Personally, I would take the stick, so I can use the desktop PC version of programs I use. Which version of the stick is this? The old Atom Baytrail CPU? If it is I would get the big storage version (I think 32 GB and 2 GB RAM) and wipe out the OS and install a lightweight Linux distribution on it.
Using continuum or compute stick you would still need a keyboard, mouse and monitor (or HDMI port TV/monitor for compute stick) to be productive. If wherever you go you will ALWAYS get access to that, then go ahead use it, otherwise get a laptop.

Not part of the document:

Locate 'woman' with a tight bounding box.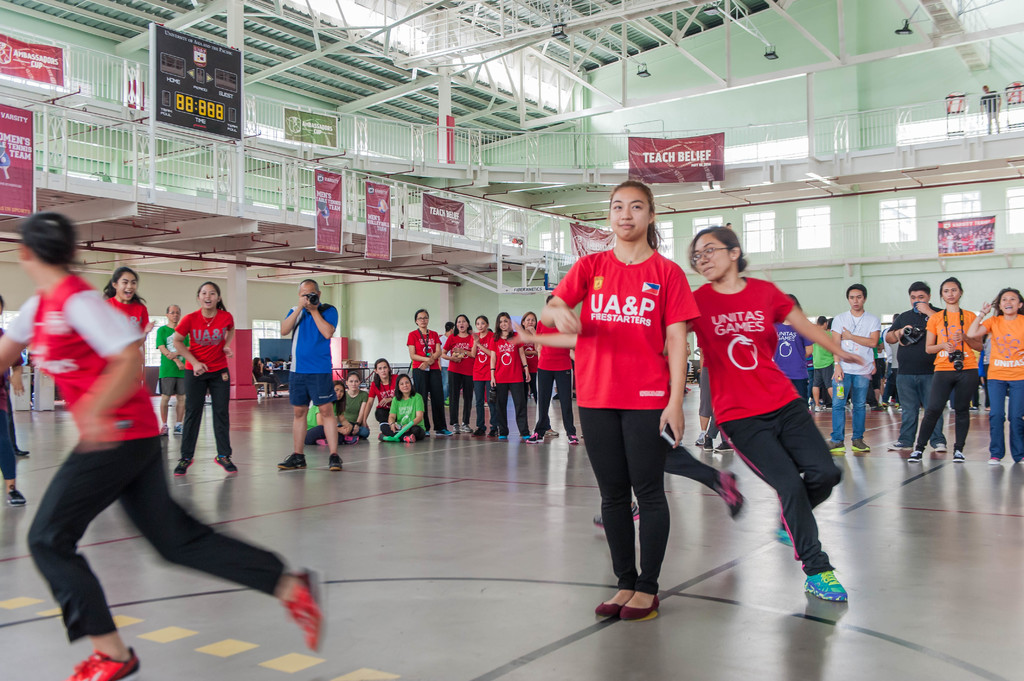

Continuum dock makes sense if you can borrow a PC. It is good if you don't have a desk on your workplace, or you are a traveling support or salesmen who can get access to customer PC without leaving any virus / security leak on the host. That's about the only usefulness of it.
Compute stick makes sense driving a display for advertising, kiosk or whatever. Or making power point presentations on other people projectors. It might work as an MS Office VDI terminal for a call center or bank tellers. Otherwise it is currently lacking as a HTPC or a PC replacement.
I would prefer Intel's NUC personally, the Skylake CPU ones are looking nice for HTPC, but it's price is almost the same as a good laptop. Not good enough for a gaming LAN party or Xbox / PS4 replacement.